= Exercise aim =
Word for word, transcribe the listing that follows, minus any pictures.

= Data section =

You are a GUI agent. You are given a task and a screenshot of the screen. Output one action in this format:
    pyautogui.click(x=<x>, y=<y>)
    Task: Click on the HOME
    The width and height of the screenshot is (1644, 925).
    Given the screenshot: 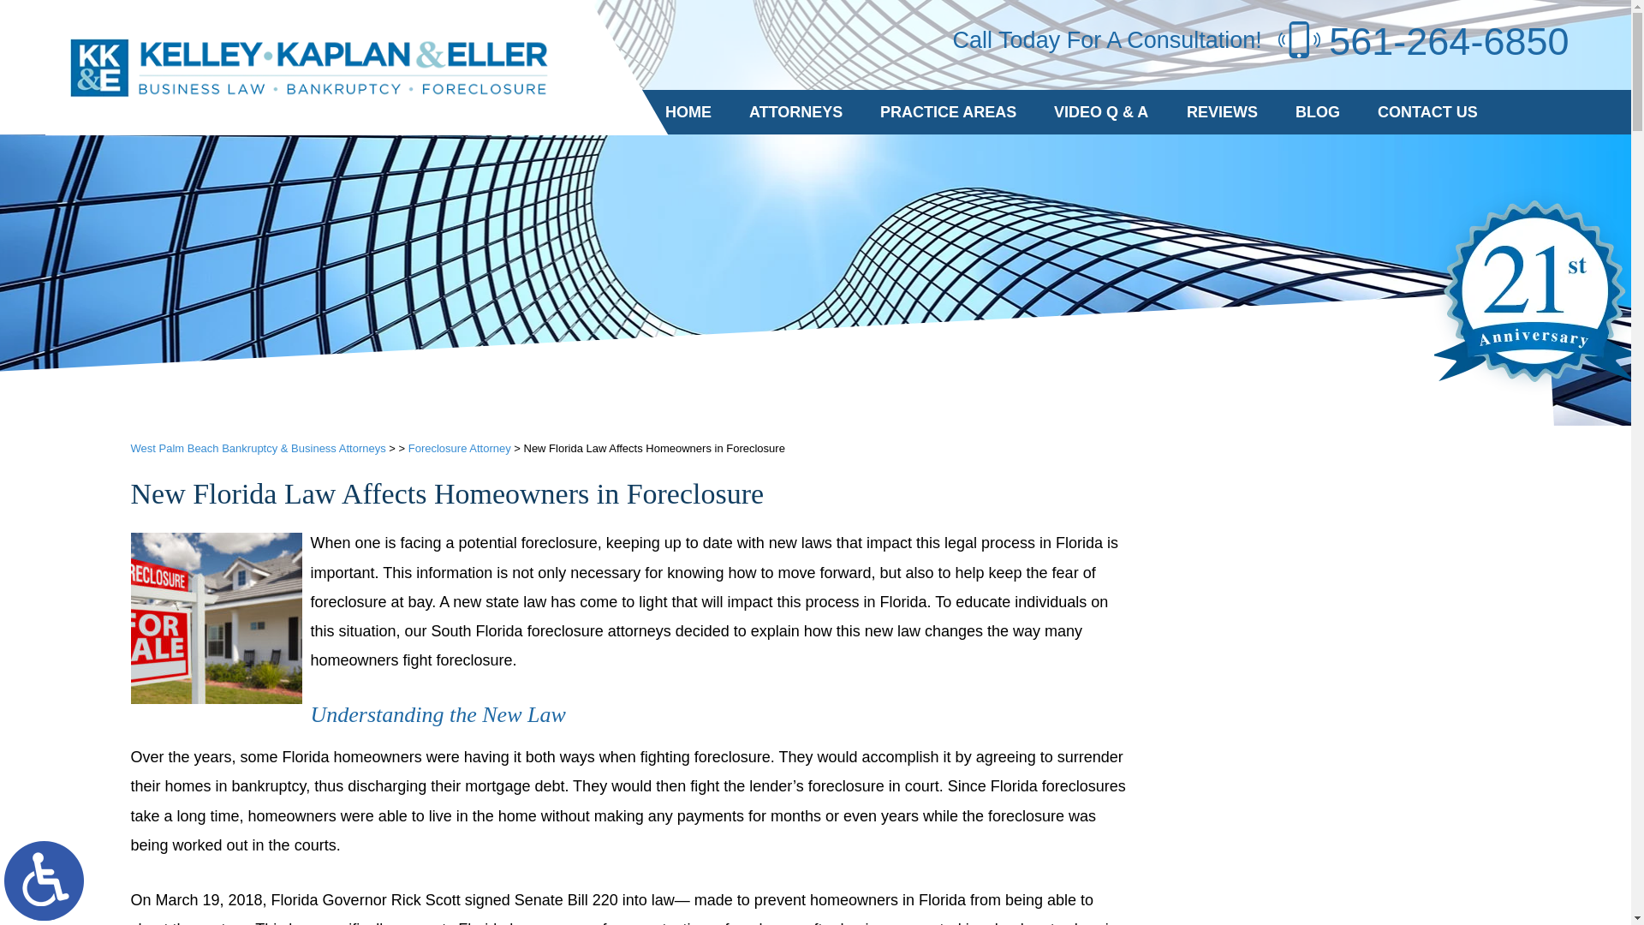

= Answer below =
You are a GUI agent. You are given a task and a screenshot of the screen. Output one action in this format:
    pyautogui.click(x=<x>, y=<y>)
    Task: Click on the HOME
    The width and height of the screenshot is (1644, 925).
    Given the screenshot: 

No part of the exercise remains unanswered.